4 OpenFlow Basic Solution Plug-n-Serve system uses OpenFlow to reactively assign client requests to replicas based on the current network and server load. Plug-n-Serve intercepts the first packet of each client request and installs an individual forwarding rule that handles the remaining packets of the connection. Scalability Limitations: Overhead and delay in involving the relatively slow controller in every client connection. Many rules installed at each switch (separate rule for each client). Heavy load on the controller.
5 OpenFlow Features Microflow rule: matches on all fields. Wildcard rule: can have don t care bits in some fields. Rules can be deleted after a fixed time interval (a hard timeout). Rules can be deleted after a specified period of inactivity (a soft timeout). The switch counts the number of bytes and packets matching each rule.
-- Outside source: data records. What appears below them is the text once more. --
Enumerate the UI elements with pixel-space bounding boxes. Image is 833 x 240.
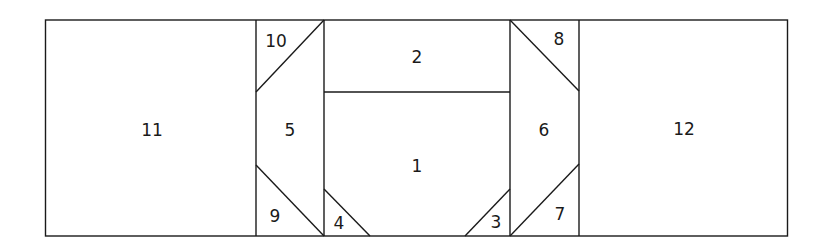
piece-label-7: 7 [555,204,566,224]
piece-label-11: 11 [141,120,163,140]
seam-9 [256,165,324,236]
piece-label-1: 1 [412,156,423,176]
piece-label-10: 10 [265,31,287,51]
seam-7 [510,164,579,236]
piece-label-4: 4 [334,213,345,233]
piece-label-3: 3 [491,212,502,232]
piece-label-6: 6 [539,120,550,140]
piece-label-5: 5 [285,120,296,140]
seam-4 [324,189,370,236]
piece-label-2: 2 [412,47,423,67]
seam-3 [465,189,510,236]
piece-label-12: 12 [673,119,695,139]
seam-8 [510,20,579,91]
quilt-piecing-diagram: 11 10 5 9 2 1 4 3 6 8 7 12 [0,0,833,240]
piece-label-9: 9 [270,206,281,226]
piece-label-8: 8 [554,29,565,49]
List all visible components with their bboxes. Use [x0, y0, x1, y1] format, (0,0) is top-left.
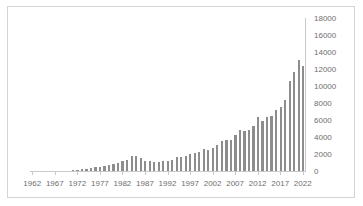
x-axis-tick-mark — [280, 172, 281, 175]
bar — [234, 135, 236, 171]
x-axis-tick-mark — [32, 172, 33, 175]
x-axis-tick-label: 1982 — [114, 179, 132, 189]
bar — [252, 126, 254, 171]
bar — [261, 121, 263, 171]
bar — [225, 140, 227, 171]
bar — [198, 152, 200, 171]
bar-series — [30, 18, 305, 171]
x-axis-tick-mark — [258, 172, 259, 175]
bar — [112, 164, 114, 171]
bar — [162, 161, 164, 171]
chart-border-frame: 0200040006000800010000120001400016000180… — [7, 6, 355, 198]
x-axis-tick-mark — [168, 172, 169, 175]
bar — [221, 141, 223, 171]
x-axis-tick-mark — [145, 172, 146, 175]
bar — [185, 156, 187, 171]
x-axis-tick-label: 1997 — [181, 179, 199, 189]
x-axis-tick-label: 2012 — [249, 179, 267, 189]
bar — [248, 130, 250, 171]
bar — [270, 116, 272, 171]
y-axis-tick-label: 6000 — [314, 116, 332, 125]
bar — [302, 66, 304, 171]
x-axis-tick-label: 1972 — [68, 179, 86, 189]
bar — [144, 161, 146, 171]
x-axis-tick-label: 2017 — [271, 179, 289, 189]
bar — [117, 163, 119, 171]
bar — [207, 150, 209, 171]
x-axis-tick-label: 1977 — [91, 179, 109, 189]
bar — [135, 156, 137, 171]
bar — [289, 81, 291, 171]
bar — [266, 117, 268, 171]
bar — [180, 157, 182, 171]
bar — [140, 158, 142, 171]
x-axis-tick-label: 2022 — [294, 179, 312, 189]
y-axis-tick-label: 16000 — [314, 31, 336, 40]
bar — [149, 161, 151, 171]
x-axis-tick-label: 1962 — [23, 179, 41, 189]
y-axis-tick-label: 18000 — [314, 14, 336, 23]
x-axis-tick-mark — [77, 172, 78, 175]
bar — [284, 100, 286, 171]
bar — [212, 148, 214, 171]
bar — [176, 157, 178, 171]
x-axis-tick-mark — [122, 172, 123, 175]
y-axis-tick-labels: 0200040006000800010000120001400016000180… — [310, 7, 354, 199]
plot-area — [30, 18, 305, 171]
bar — [189, 154, 191, 171]
bar — [298, 60, 300, 171]
y-axis-tick-label: 0 — [314, 167, 318, 176]
bar — [293, 72, 295, 171]
x-axis-tick-mark — [303, 172, 304, 175]
bar — [158, 162, 160, 171]
x-axis-tick-mark — [100, 172, 101, 175]
x-axis-tick-label: 2007 — [226, 179, 244, 189]
y-axis-tick-label: 10000 — [314, 82, 336, 91]
bar — [121, 161, 123, 171]
y-axis-tick-label: 12000 — [314, 65, 336, 74]
x-axis-tick-labels: 1962196719721977198219871992199720022007… — [30, 177, 306, 193]
x-axis-tick-label: 2002 — [204, 179, 222, 189]
bar — [131, 156, 133, 171]
bar — [126, 160, 128, 171]
bar — [280, 107, 282, 171]
y-axis-tick-label: 2000 — [314, 150, 332, 159]
bar — [230, 140, 232, 171]
bar — [257, 117, 259, 171]
bar — [194, 153, 196, 171]
bar — [203, 149, 205, 171]
y-axis-tick-label: 8000 — [314, 99, 332, 108]
x-axis-tick-label: 1967 — [46, 179, 64, 189]
y-axis-tick-label: 4000 — [314, 133, 332, 142]
bar — [171, 160, 173, 171]
x-axis-tick-mark — [190, 172, 191, 175]
x-axis-tick-label: 1987 — [136, 179, 154, 189]
y-axis-tick-label: 14000 — [314, 48, 336, 57]
x-axis-tick-mark — [213, 172, 214, 175]
bar — [153, 162, 155, 171]
x-axis-tick-mark — [55, 172, 56, 175]
x-axis-tick-label: 1992 — [159, 179, 177, 189]
bar — [216, 145, 218, 171]
bar — [243, 131, 245, 171]
bar — [167, 161, 169, 171]
bar — [275, 110, 277, 171]
value-axis-line — [305, 18, 306, 172]
x-axis-tick-mark — [235, 172, 236, 175]
bar — [239, 130, 241, 171]
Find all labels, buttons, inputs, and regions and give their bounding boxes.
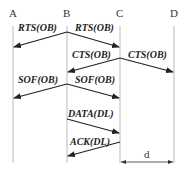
arrow-cts-cd <box>120 58 173 72</box>
arrow-sof-bc <box>67 84 119 98</box>
sequence-diagram: A B C D RTS(OB) RTS(OB) CTS(OB) CTS(OB) … <box>0 0 186 175</box>
msg-rts-ba-label: RTS(OB) <box>17 22 57 34</box>
msg-cts-cb-label: CTS(OB) <box>72 49 111 61</box>
msg-sof-bc-label: SOF(OB) <box>75 74 115 86</box>
arrow-rts-bc <box>67 32 119 47</box>
arrow-cts-cb <box>68 58 120 72</box>
node-label-a: A <box>9 7 17 19</box>
msg-rts-bc-label: RTS(OB) <box>74 22 114 34</box>
node-label-c: C <box>116 7 123 19</box>
node-label-b: B <box>63 7 70 19</box>
msg-cts-cd-label: CTS(OB) <box>128 49 167 61</box>
node-label-d: D <box>170 7 178 19</box>
distance-label: d <box>144 148 150 160</box>
arrow-data-bc <box>67 119 119 133</box>
msg-data-label: DATA(DL) <box>67 108 114 120</box>
arrow-rts-ba <box>14 32 67 47</box>
arrow-sof-ba <box>14 84 67 98</box>
msg-sof-ba-label: SOF(OB) <box>18 74 58 86</box>
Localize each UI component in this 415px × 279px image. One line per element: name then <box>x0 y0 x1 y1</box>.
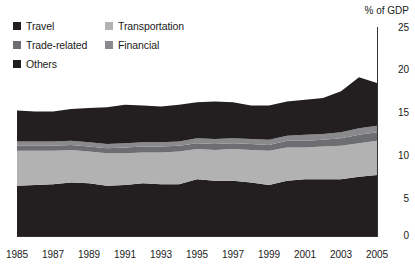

The controller can poll these counter values.
6 OpenFlow Alternative Approach Use wildcard rules to direct incoming client requests based on the client IP addresses. Switch performs an action of: 1 Rewriting the server IP address 2 Forwarding the packet to the output port associated with the chosen replica. Rely on microflow rules only during transitions from one set of wildcard rules to another. Soft timeouts allow these microflow rules to self destruct after a client connection completes.
7 Load-balancing Architecture Constraints: 1 Generating an efficient set of rules for a target distribution of load. 2 Ensuring that packets in the same TCP connection reach the same server across changes in the rules. Components: 1 Partitioning algorithm: Generates wildcard rules that balance load over the replicas. 2 Transitioning algorithm: Moves from one set of wildcard rules to another, without disrupting ongoing connections.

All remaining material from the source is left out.